The case to eliminate Title 5 was filed by the attorney general of Alabama who acknowledged past transgressions in the South but argued that the law is outdated and no longer necessary. Most legal analysis is divided over whether the court will throw out the entire Title 5 of the Voting Rights Act or simply the formula by which it is applied. In the latter case, the formula would go back to Congress for reworking.

Yet, despite Title 5, the election mischief continues. In the 30 states where Republicans control either the State House or one or both houses of the legislature, systematic efforts to tamp down the minority vote are routine exercises in suppression. Florida engaged in an unnecessary voter purge until it was ended abruptly by the Justice Department. Florida shut down some voter locations, and moved others, causing painfully long lines. And there, in the House gallery at the state of the union address, was living proof, a 102-year-old black Florida woman who waited in line for five hours to vote.

Ohio shut down and moved polling places. Pennsylvania enacted legislation that was supposed to deliver the state to Republican Mitt Romney. Texas was blocked from adopting specific voter ID requirements that would have prevented many people from voting. Sixteen states now require photo IDs for voting while 34 states have non-photo requirements. In Indiana, eight nuns were prevented from voting because they lacked photo IDs, usually drivers’ licenses. Together, during the 2012 elections, the Justice Department monitored voting activities in 20 states for irregularities. And Congressional and legislative gerrymandering continues unabridged, contorting all-black districts so that others can be bleached.
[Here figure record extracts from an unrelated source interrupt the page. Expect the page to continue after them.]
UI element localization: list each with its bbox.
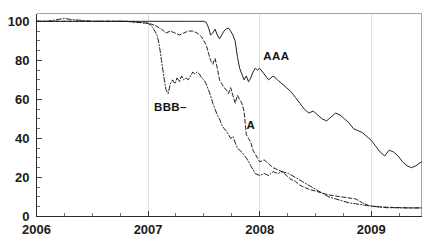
annotation-aaa: AAA — [263, 50, 289, 62]
gridlines — [148, 14, 371, 217]
y-tick-label: 100 — [8, 14, 30, 29]
series-lines — [37, 18, 422, 208]
annotation-bbb: BBB– — [154, 101, 187, 113]
series-line-bbb — [37, 18, 422, 208]
y-tick-label: 80 — [15, 53, 29, 68]
series-annotations: AAABBB–A — [154, 50, 290, 130]
annotation-a: A — [246, 119, 255, 131]
series-line-a — [37, 21, 422, 208]
chart-container: 020406080100 2006200720082009 AAABBB–A — [0, 0, 434, 247]
y-tick-label: 60 — [15, 92, 29, 107]
x-tick-label: 2008 — [245, 222, 274, 237]
y-axis-tick-labels: 020406080100 — [8, 14, 30, 224]
line-chart: 020406080100 2006200720082009 AAABBB–A — [0, 0, 434, 247]
series-line-aaa — [37, 21, 422, 167]
x-tick-label: 2009 — [357, 222, 386, 237]
x-tick-label: 2006 — [22, 222, 51, 237]
y-tick-label: 40 — [15, 131, 29, 146]
x-tick-label: 2007 — [134, 222, 163, 237]
x-axis-tick-labels: 2006200720082009 — [22, 222, 386, 237]
plot-frame — [37, 14, 422, 217]
y-tick-label: 20 — [15, 170, 29, 185]
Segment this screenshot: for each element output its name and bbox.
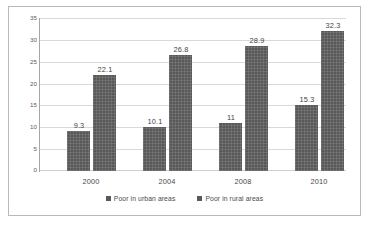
legend-label-urban: Poor in urban areas: [114, 195, 176, 202]
bar-rural-2000[interactable]: [93, 75, 116, 171]
bar-label-rural-2004: 26.8: [164, 46, 198, 54]
bar-rural-2010[interactable]: [321, 31, 344, 171]
bar-group: 10.1 26.8: [143, 18, 192, 171]
y-axis-labels: 35 30 25 20 15 10 5 0: [12, 18, 37, 171]
bar-urban-2010[interactable]: [295, 105, 318, 171]
bar-label-rural-2010: 32.3: [316, 22, 350, 30]
y-tick-label: 30: [15, 37, 37, 43]
bar-urban-2008[interactable]: [219, 123, 242, 171]
y-tick-label: 10: [15, 124, 37, 130]
y-tick-label: 0: [15, 167, 37, 173]
bar-label-rural-2008: 28.9: [240, 37, 274, 45]
bar-urban-2000[interactable]: [67, 131, 90, 171]
bar-label-urban-2004: 10.1: [138, 118, 172, 126]
legend-entry-rural[interactable]: Poor in rural areas: [197, 195, 263, 202]
legend-swatch-icon: [106, 196, 111, 201]
x-tick-label-2008: 2008: [217, 177, 269, 186]
x-tick-label-2000: 2000: [65, 177, 117, 186]
bar-rural-2008[interactable]: [245, 46, 268, 172]
bar-rural-2004[interactable]: [169, 55, 192, 171]
chart-legend: Poor in urban areas Poor in rural areas: [9, 195, 360, 202]
legend-swatch-icon: [197, 196, 202, 201]
y-tick-label: 35: [15, 15, 37, 21]
chart-container: 35 30 25 20 15 10 5 0 9.3 22.1 10.1 26.8…: [8, 6, 361, 216]
y-tick-label: 5: [15, 146, 37, 152]
legend-entry-urban[interactable]: Poor in urban areas: [106, 195, 176, 202]
x-tick-label-2004: 2004: [141, 177, 193, 186]
bar-group: 15.3 32.3: [295, 18, 344, 171]
y-tick-label: 25: [15, 59, 37, 65]
y-tick-label: 20: [15, 81, 37, 87]
bar-group: 11 28.9: [219, 18, 268, 171]
bar-urban-2004[interactable]: [143, 127, 166, 171]
bar-label-urban-2008: 11: [214, 114, 248, 122]
bar-group: 9.3 22.1: [67, 18, 116, 171]
y-tick-label: 15: [15, 102, 37, 108]
legend-label-rural: Poor in rural areas: [205, 195, 263, 202]
bar-label-urban-2000: 9.3: [62, 122, 96, 130]
x-axis-labels: 2000 2004 2008 2010: [40, 177, 346, 189]
bar-label-rural-2000: 22.1: [88, 66, 122, 74]
x-tick-label-2010: 2010: [293, 177, 345, 186]
bar-label-urban-2010: 15.3: [290, 96, 324, 104]
bars-layer: 9.3 22.1 10.1 26.8 11 28.9 15.3 32.3: [40, 18, 346, 171]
So because of the 1965 Voting Rights Act, and despite an occasional aberration, the black vote in Maryland (as well as nationally) is solidly Democratic. Blacks voted 90 percent for Barack Obama in both 2008 and 2012. In Maryland, 33 percent of the population is black, the largest of any state outside of the Deep South. Baltimore City is 69 percent black and Prince George’s County is 74 percent black and contains one of the wealthiest black enclaves in America, Mitchellville. And over the years, Baltimore County has experienced the largest growth in black population of any non-black county in the nation.

Maryland has been among the states at the forefront of facilitating the voting experience. The state’s initial experiment with early voting began slowly but is gaining steadily in popularity as its availability becomes known. And efforts to expand early voting by increasing the number of days as well as polling places is high on the agenda in Annapolis this year. Absentee ballots are available to anyone as is provisional voting. And the legislature has before it this session a bill to allow online voting. Title 5 is not only a protection. It’s a right. And the know-nothing conservative answer is to rig the system.